If the Cold War was fought with missiles and manifestos, the current geopolitical order is fought with memes and megabytes. A single edited clip, a doctored image, or a four-word slogan can now travel across continents faster than any diplomatic cable. And there is no political figure who has demonstrated this dynamic more effectively than Donald Trump. Trump’s meme power operates as a form of digital dominance. His political persona is not merely communicated; it is memefied, remixed, and endlessly circulated by supporters and haters alike. During election cycles and global crises, Trump-affiliated content, whether satirical portrayals of rivals or simplified geopolitical takes, spreads at algorithmic speed. The spectacle becomes the message. What makes this powerful is not simply popularity, but platform dominance. This represents the power of Memfied Populism.

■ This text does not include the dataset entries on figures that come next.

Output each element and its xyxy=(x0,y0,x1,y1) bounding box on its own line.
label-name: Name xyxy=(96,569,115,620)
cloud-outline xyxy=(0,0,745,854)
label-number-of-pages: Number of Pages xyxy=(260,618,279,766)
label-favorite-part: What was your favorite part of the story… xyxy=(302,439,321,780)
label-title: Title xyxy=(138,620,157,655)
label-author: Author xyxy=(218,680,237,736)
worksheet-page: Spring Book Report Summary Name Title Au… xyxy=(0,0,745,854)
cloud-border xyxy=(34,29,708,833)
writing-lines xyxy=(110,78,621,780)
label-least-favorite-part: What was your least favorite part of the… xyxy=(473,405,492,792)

This concept thrives in this ecosystem by packaging political narratives into viral, emotionally resonant content that aligns perfectly with algorithmic preferences, thereby reinforcing existing global hierarchies of visibility and influence. Western social media ecosystems like X, Instagram, and TikTok remain structurally embedded in the US digital infrastructure, which has also spread across the entire world. Visibility on these platforms is not neutral; it is mediated by algorithmic design, cultural capital, and linguistic dominance. As Ayşe Zarakol’s work on norm hierarchies suggests, global legitimacy is historically structured by Western standards. Digital virality risks reproducing this hierarchy, amplifying actors who already command infrastructural advantage while marginalising voices from Afghanistan, Iran, or the broader Global South.

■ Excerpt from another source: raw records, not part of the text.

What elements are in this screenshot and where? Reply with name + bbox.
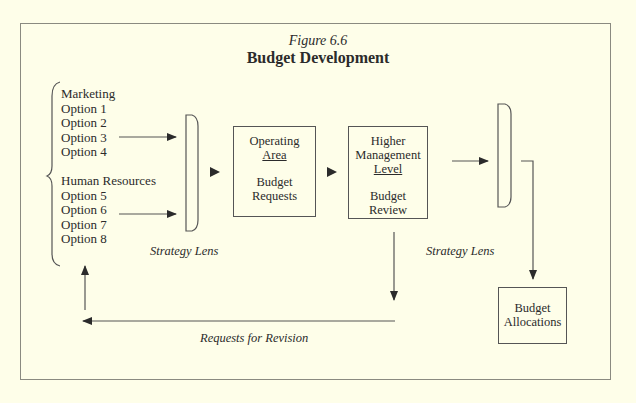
strategy-lens-1: [186, 115, 198, 231]
arrow-lens1-to-operating: [210, 167, 220, 177]
arrow-operating-to-higher: [327, 167, 337, 177]
strategy-lens-2: [498, 104, 511, 207]
diagram-connectors: [0, 0, 636, 403]
connector-lens2-to-allocations: [521, 161, 533, 279]
brace-icon: [47, 82, 60, 266]
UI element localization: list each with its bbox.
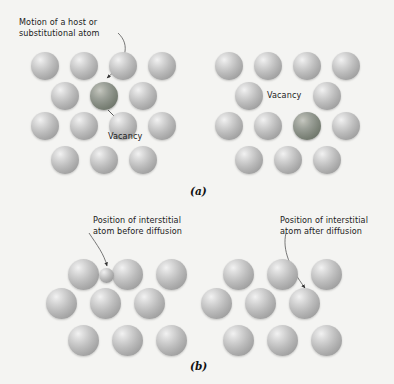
atom-host	[223, 325, 254, 356]
atom-host	[223, 259, 254, 290]
atom-interstitial	[99, 268, 114, 283]
atom-host	[313, 146, 341, 174]
interstitial-before-label: Position of interstitial atom before dif…	[93, 215, 201, 236]
atom-host	[267, 259, 298, 290]
panel-label-a: (a)	[190, 185, 207, 197]
atom-host	[254, 52, 282, 80]
atom-migrating-host	[293, 112, 321, 140]
atom-host	[289, 288, 320, 319]
panel-a: Motion of a host or substitutional atom …	[0, 0, 394, 200]
atom-migrating-host	[90, 82, 118, 110]
atom-host	[156, 325, 187, 356]
atom-host	[70, 112, 98, 140]
atom-host	[90, 288, 121, 319]
atom-host	[51, 82, 79, 110]
vacancy-label-right: Vacancy	[267, 90, 327, 101]
atom-host	[332, 52, 360, 80]
atom-host	[235, 146, 263, 174]
atom-host	[215, 52, 243, 80]
diagram-a-right: Vacancy	[197, 0, 394, 185]
atom-host	[332, 112, 360, 140]
atom-host	[254, 112, 282, 140]
atom-host	[134, 288, 165, 319]
atom-host	[129, 82, 157, 110]
atom-host	[311, 259, 342, 290]
atom-host	[129, 146, 157, 174]
motion-label: Motion of a host or substitutional atom	[19, 17, 127, 38]
atom-host	[235, 82, 263, 110]
atom-host	[51, 146, 79, 174]
atom-host	[70, 52, 98, 80]
atom-host	[293, 52, 321, 80]
diffusion-mechanisms-figure: Motion of a host or substitutional atom …	[0, 0, 394, 384]
atom-host	[267, 325, 298, 356]
diagram-b-right: Position of interstitial atom after diff…	[197, 200, 394, 370]
atom-host	[112, 325, 143, 356]
atom-host	[156, 259, 187, 290]
atom-host	[201, 288, 232, 319]
diagram-b-left: Position of interstitial atom before dif…	[0, 200, 197, 370]
atom-host	[68, 325, 99, 356]
atom-host	[109, 52, 137, 80]
atom-host	[31, 52, 59, 80]
atom-host	[31, 112, 59, 140]
atom-host	[245, 288, 276, 319]
diagram-a-left: Motion of a host or substitutional atom …	[0, 0, 197, 185]
atom-host	[112, 259, 143, 290]
atom-host	[274, 146, 302, 174]
atom-host	[46, 288, 77, 319]
atom-host	[68, 259, 99, 290]
vacancy-label-left: Vacancy	[108, 131, 168, 142]
atom-host	[90, 146, 118, 174]
atom-host	[148, 52, 176, 80]
panel-label-b: (b)	[190, 360, 207, 372]
interstitial-after-label: Position of interstitial atom after diff…	[280, 215, 390, 236]
atom-host	[215, 112, 243, 140]
atom-host	[311, 325, 342, 356]
panel-b: Position of interstitial atom before dif…	[0, 200, 394, 384]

At the same time, state-sponsored digital campaigns, from China’s coordinated messaging to US and Israeli information strategies, demonstrate how meme culture can blur into strategic propaganda. Reports by MERICS and Brookings show that governments increasingly invest in narrative control online, weaponizing humour, outrage, and viral symbolism to shape global perception. In volatile contexts such as US-Iran tensions, memes have circulated claiming imminent war, exaggerated military movements, or fabricated diplomatic statements, which are intensifying public anxiety and misinformation. The danger lies not in humour itself, but in the compression of complex geopolitical realities into emotionally charged fragments. Memes collapse nuance into spectacle. They privilege immediacy over verification and virality over responsibility. What appears democratic, that is, the ability of anyone to post, dissect, or comment, often masks structural inequalities in reach and amplification. In this environment, meme power does not necessarily democratise global politics. It risks entrenching digital hegemony, where those who control attention increasingly shape what the world perceives as legitimate crisis, conflict, or authority.
Conclusion
Memes may appear fleeting or trivial, yet in digital politics they operate as powerful carriers of ideology and influence. What was once cultural noise now shapes how legitimacy is performed and contested in real time. From electoral campaigns to geopolitical conflicts, virality determines how events are framed long before formal diplomacy intervenes. By translating complex crises into emotionally resonant, shareable symbols, memes shift authority away from institutions toward networked visibility. However, this transformation carries risks. The same systems that enable participation also amplify misinformation and reinforce structural hierarchies. Meme warfare does not replace traditional power politics, but it increasingly shapes how power is perceived. In this environment, developing critical aesthetic literacy becomes essential. In the age of the “vibe shift,” the greatest threat to global stability is not propaganda itself, but the erosion of a shared material reality, an outcome that reflects a deeper condition of epistemic fragmentation.
About the Author:
Mansi Khetan is a third-year B.B.A. LL.B. student at Jindal Global Law School with interests in international foreign policy, company law and litigation. She has interned with leading practitioners, published on contemporary legal issues, and writes on foreign policy and global governance.